China Doing Better Job In Winning SA Hearts and Minds Than US
Foreign Desk
– June 25, 2026
2 min read

People around the world are increasingly believing that China is ahead of the United States (US) in the battle to lead the world in artificial intelligence (AI).
This is according to a survey of nearly 20 000 respondents in 15 countries, conducted by Public First, a British market research company.
People were asked: “Who leads on AI: China or US?”
In 11 of the 15 countries surveyed, more respondents said China was leading on AI, with South Africa recording the strongest conviction that China is ahead, where 62% of respondents favoured China against 27% for the US.
The question is effectively a proxy for who people perceive as leading in technology and innovation between China and the US.
And perception itself can be a strategic asset in the same way as capital or computing power is, shaping investment flows, alliances, and expectations.
The only countries that believe the US is ahead of China are the US itself, long-standing US allies who are threatened by China: Japan and Vietnam, and India, which has had a fraught relationship with China for decades.

South Africa is a critical node in maritime and trade routes linking the Atlantic and Indian Oceans through the South Atlantic chokepoint system, where control of shipping lanes shapes economic leverage. This makes South Africa an important player in Cold War II between the US and China, with Pretoria being courted by both.
But the South African government has grown closer to Beijing and moved away from Washington in recent years. This latest finding on who South Africa thinks is leading the AI race suggests that Beijing is winning the hearts and minds of the South African public, which will have significant implications for future relations between Pretoria, Beijing, and Washington.
This battle for hearts and minds matters because alignment decisions in a multipolar world are influenced as much by perception as reality. The result is a geopolitical environment where soft power narratives shape hard economic and strategic alignment.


== Work task ==
Each line below containing the word "icon" needs to be shown.

════════

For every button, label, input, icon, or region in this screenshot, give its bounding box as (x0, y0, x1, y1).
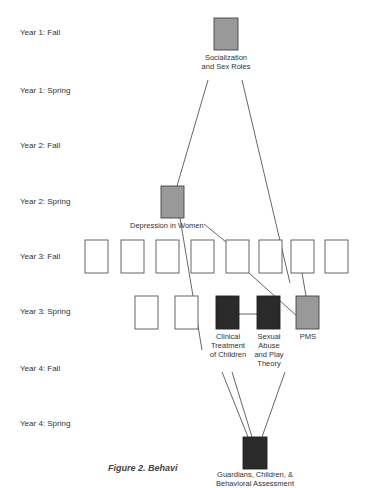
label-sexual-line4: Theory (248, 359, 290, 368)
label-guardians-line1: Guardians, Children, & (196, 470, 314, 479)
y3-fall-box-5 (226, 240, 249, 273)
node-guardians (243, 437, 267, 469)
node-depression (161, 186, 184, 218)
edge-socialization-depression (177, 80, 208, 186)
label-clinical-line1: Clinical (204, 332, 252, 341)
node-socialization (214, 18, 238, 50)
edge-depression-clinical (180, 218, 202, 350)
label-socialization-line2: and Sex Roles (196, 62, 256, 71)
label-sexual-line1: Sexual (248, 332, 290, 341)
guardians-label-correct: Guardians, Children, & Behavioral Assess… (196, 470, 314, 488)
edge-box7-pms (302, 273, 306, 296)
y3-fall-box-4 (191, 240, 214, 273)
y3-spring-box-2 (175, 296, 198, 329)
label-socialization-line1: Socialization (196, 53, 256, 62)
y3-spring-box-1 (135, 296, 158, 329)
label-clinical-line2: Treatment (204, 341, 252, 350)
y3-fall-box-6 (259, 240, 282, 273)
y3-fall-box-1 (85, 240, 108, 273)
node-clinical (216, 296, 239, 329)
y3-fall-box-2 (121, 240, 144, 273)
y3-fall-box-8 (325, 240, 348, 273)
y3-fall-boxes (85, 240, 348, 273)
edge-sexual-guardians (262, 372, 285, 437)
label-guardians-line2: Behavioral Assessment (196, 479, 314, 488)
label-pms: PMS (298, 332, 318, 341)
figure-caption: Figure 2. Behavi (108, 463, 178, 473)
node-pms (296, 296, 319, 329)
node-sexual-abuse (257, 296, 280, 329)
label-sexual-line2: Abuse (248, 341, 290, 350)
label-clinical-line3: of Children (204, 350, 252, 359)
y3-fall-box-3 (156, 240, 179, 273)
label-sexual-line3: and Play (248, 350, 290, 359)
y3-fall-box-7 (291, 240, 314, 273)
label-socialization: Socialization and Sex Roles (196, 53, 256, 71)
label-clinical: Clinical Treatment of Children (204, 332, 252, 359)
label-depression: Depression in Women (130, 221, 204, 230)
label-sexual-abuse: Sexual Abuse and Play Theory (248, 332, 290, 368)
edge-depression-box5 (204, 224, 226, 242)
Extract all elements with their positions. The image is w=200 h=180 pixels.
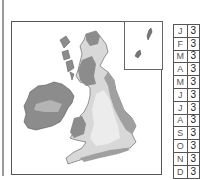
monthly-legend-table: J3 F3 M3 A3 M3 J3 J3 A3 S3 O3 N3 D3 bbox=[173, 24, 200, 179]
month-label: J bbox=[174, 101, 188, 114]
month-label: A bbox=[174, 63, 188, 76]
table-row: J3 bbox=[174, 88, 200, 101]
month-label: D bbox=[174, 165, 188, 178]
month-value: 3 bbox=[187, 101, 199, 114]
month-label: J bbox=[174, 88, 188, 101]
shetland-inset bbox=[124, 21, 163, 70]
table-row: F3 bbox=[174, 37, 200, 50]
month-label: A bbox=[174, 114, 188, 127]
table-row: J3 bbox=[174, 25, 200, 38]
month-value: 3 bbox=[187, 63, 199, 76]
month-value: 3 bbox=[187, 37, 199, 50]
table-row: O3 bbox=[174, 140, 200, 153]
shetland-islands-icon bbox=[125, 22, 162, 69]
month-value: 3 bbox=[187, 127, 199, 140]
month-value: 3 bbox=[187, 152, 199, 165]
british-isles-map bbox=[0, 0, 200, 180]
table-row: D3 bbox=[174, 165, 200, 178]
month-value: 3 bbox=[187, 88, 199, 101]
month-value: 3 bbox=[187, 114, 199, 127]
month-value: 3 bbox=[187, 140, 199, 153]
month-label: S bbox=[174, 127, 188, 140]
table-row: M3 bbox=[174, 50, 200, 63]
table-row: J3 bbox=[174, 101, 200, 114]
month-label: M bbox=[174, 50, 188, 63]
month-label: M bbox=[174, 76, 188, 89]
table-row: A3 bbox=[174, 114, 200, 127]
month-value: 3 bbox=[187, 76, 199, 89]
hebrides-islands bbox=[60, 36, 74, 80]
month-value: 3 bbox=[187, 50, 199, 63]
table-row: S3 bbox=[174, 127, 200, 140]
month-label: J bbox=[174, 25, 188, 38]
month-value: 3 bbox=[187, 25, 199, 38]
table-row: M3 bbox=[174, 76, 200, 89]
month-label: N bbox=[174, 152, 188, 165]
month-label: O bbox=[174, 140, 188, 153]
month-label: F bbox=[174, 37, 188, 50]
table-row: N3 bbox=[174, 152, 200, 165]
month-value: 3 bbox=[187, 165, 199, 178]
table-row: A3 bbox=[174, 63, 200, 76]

════════

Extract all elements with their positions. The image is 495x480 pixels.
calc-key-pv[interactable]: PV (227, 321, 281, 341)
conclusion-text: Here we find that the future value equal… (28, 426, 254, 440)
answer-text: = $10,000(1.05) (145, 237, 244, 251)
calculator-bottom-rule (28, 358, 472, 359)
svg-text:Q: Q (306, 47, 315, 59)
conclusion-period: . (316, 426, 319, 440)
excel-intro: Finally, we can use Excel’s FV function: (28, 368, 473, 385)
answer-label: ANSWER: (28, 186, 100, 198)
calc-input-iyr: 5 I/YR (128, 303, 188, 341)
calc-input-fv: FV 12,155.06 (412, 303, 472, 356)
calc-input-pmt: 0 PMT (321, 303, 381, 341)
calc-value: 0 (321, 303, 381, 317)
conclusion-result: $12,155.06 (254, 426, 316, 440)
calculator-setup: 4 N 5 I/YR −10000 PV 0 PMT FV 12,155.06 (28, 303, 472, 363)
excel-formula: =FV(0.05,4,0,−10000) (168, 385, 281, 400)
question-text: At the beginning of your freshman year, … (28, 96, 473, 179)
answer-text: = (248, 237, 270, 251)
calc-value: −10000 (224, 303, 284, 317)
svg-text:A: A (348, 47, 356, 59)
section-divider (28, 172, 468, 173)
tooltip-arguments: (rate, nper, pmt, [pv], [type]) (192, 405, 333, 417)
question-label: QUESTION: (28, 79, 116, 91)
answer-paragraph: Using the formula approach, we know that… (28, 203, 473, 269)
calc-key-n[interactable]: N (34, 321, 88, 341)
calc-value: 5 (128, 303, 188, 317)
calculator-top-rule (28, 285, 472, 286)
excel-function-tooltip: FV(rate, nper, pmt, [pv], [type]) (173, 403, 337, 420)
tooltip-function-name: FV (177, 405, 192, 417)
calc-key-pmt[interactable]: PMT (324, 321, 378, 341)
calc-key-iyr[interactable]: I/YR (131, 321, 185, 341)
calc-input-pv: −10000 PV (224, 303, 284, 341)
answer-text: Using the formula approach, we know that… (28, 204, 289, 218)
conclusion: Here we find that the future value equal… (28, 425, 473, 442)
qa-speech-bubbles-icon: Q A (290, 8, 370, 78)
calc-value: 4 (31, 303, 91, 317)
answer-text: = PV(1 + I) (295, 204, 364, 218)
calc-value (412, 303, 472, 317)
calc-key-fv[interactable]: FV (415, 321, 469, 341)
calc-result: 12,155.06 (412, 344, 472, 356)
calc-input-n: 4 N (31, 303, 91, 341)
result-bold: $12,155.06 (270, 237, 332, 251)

════════

== Response below ==
For every button, label, input, icon, or region in this screenshot, give its bounding box as (x0, y0, x1, y1).
shetland-islands-icon bbox=[125, 22, 162, 69]
qa-speech-bubbles-icon: Q A (290, 8, 370, 78)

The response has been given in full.